Shopping is fun. But retailers - online, brick-and-mortar and those who conduct business in both the real and virtual worlds - are shifty.
Most retailers offer something called "price protection," which usually comes in two flavors:
One, if during a given period of time after you purchase a particular item the price of that particular item plummets, the store will refund you the difference.
Two, if you've purchased a particular product and then, while browsing elsewhere during a given period of time after you purchased that particular product, you find your particular purchased product priced less, the store from which you made the original purchase will refund the difference.
Price protection is a great sales tool to help retailers assure you that you're paying the lowest price.
Except for the most part, it's BS.
You vs. retailer
In order to collect that price-protected differential, retailers make you twist yourself into a pretzel, then ask you to pat your head while tapping your tummy while trying to pick up a dime with your toes off a recently waxed linoleum floor.
Not anymore. A new service called Eyeona will be your price protection administrator. You tell them what you bought and they'll monitor more than 200 of the country's most popular retailers to see if your purchased goods go on sale for less.
If your product does appear in another store for less, you'll get an email and/or a text message. Once you acknowledge the alert, Eyeona will deal with the retailer to get your credit card credited with the price protection difference.
For free.
And just to clear up any misunderstanding, while Eyeona is trying to forge relationships with retailers to institute future premium services, right now Eyeona is sort of a guerrilla agent on your behalf. It is NOT working with the retailers it lists to smooth the price protection refund process. It's working on its own to recoup your just price protection rewards for you from these recalcitrant retailers.
How it works
This auto-tracking of receipts to detect possible price protection is called Receipt-o-Matic. First, you register at the Eyeona Web site.

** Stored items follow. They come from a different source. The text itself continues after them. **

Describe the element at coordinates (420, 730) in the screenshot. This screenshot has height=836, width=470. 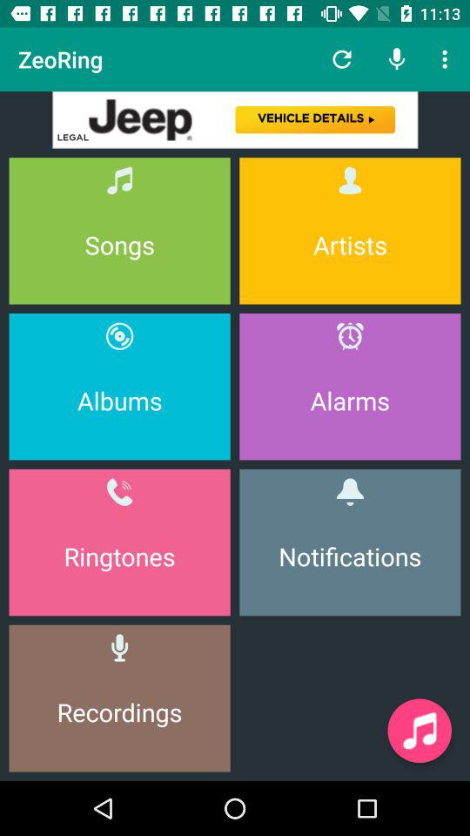
I see `go to paley muisc` at that location.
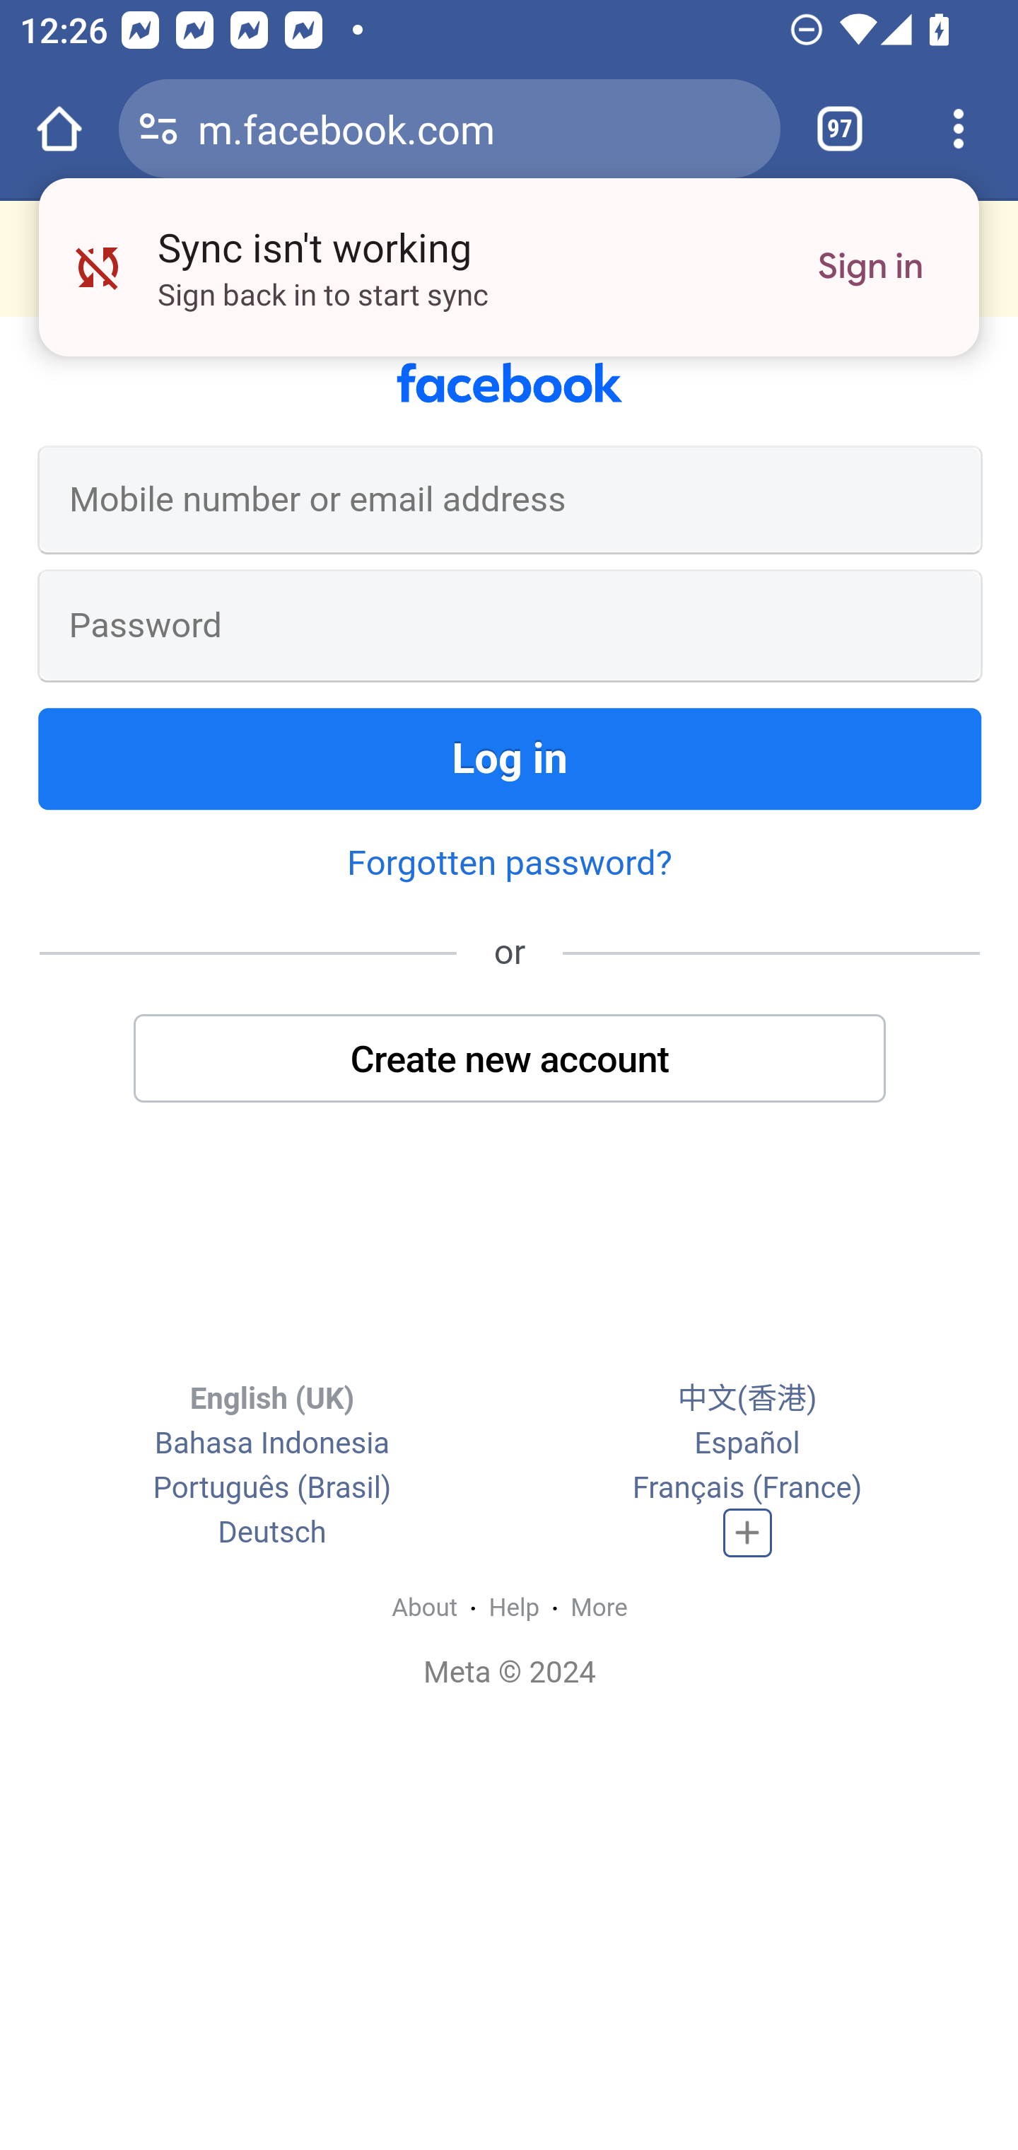 The width and height of the screenshot is (1018, 2150). What do you see at coordinates (747, 1399) in the screenshot?
I see `中文(香港)` at bounding box center [747, 1399].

You have to use either a free Gmail or Yahoo email account - if you don't have one, create one that you'd use ONLY to receive info such as (and especially) emailed receipts from online stores or even brick-and-mortar stores who send email receipts.
(Even if you don't use Eyeona, I strongly recommend creating a separate email account just to handle online shopping email traffic. If the retailer or your email account is hacked, all the hacker will get is online shopping alerts and receipts.)

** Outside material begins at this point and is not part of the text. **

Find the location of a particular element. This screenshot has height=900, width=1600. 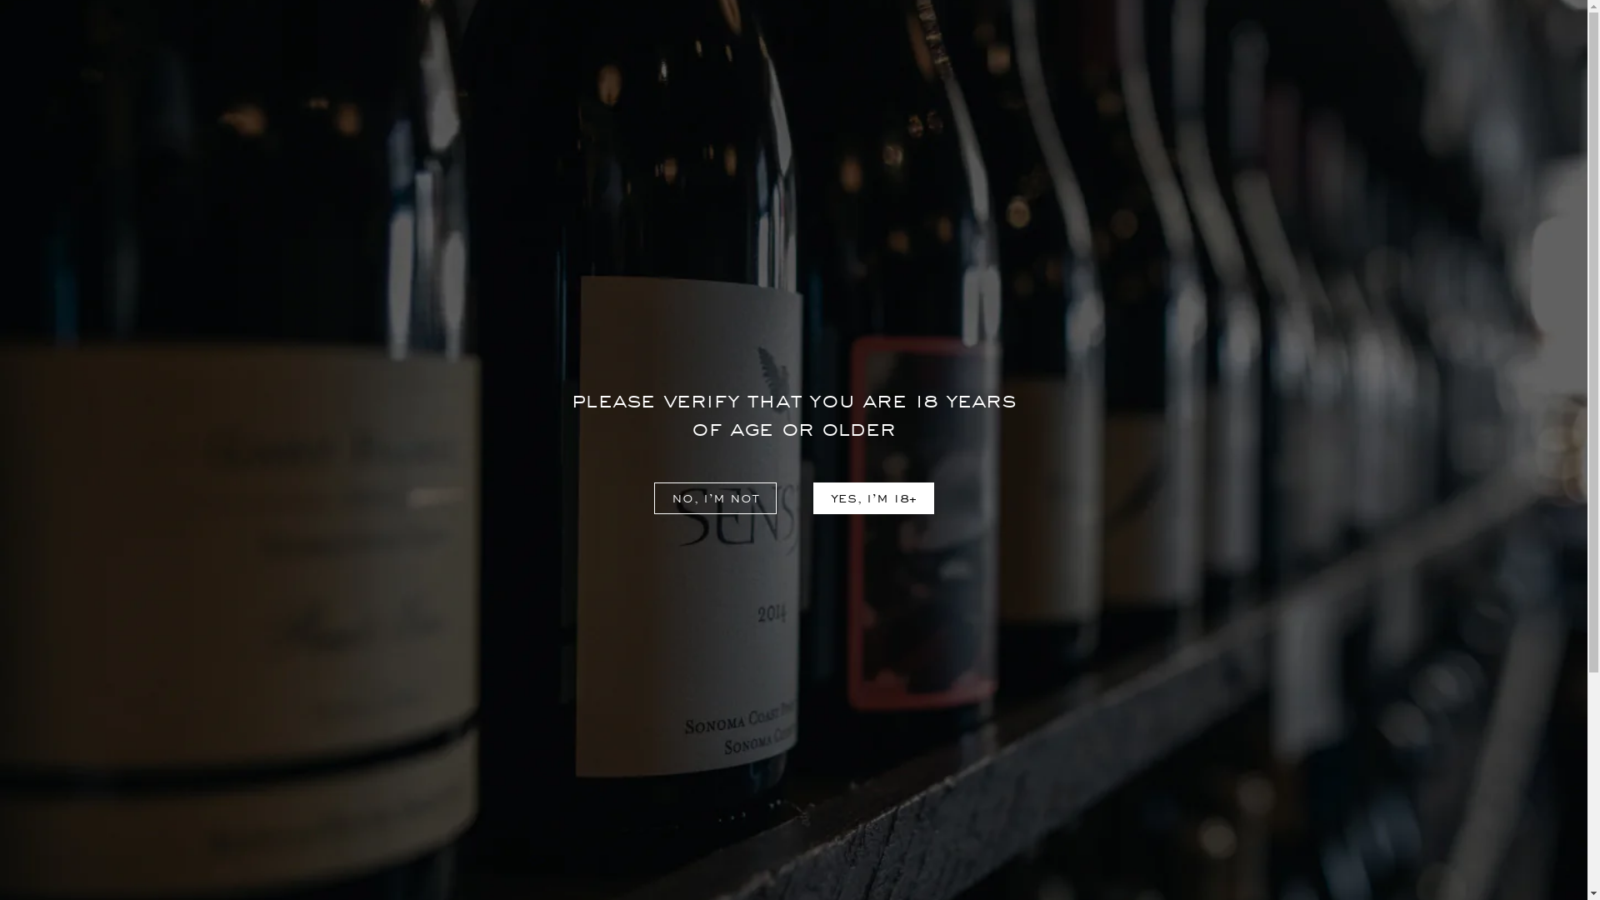

Continue shopping is located at coordinates (793, 438).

During the registration process, Eyeona asks your permission to check this email account. It's an automated system that only looks for the names of the stores Eyeona supports. You'll get an email to ensure you're the one allowing access to your email.
Or, you can use the Protect a Price feature on the Eyeona iPhone or Android app and snap a photo of your store receipt.
More than price protection refunds
Eyeona is more than a one-trick price protection pony. Eyeona also will try and find you the best price on a product before you buy.
Using the iPhone or Android app, you scan the bar code of a product you desire to purchase. Eyeona will then keep an eye on that product from the stores in its directory and alert you when its price gets discounted.
You also can pick your own price, Priceline-like. While shopping you spy a desirous product that's priced ridiculously high. Scan the offending product's barcode and input what you think would be a more reasonable price. Eyeona will then alert you when a retailer agrees with you.
Caveat emptor
Here's the problem. Not meaning to cast stereotype dispersions, but I'm a guy. And like most of my gender, I am not a shopper. The only time I worry about saving a couple of bucks here and there are if I'm shopping for electronics.
But clothes or other goods? If I want it, I buy it.
As a result, I'm not the best judge of how Eyeona works. It's real benefit comes with shopping quantity.
Since Eyeona is free, why don't you heavy shoppers out there give it a try and report your experiences back in this space.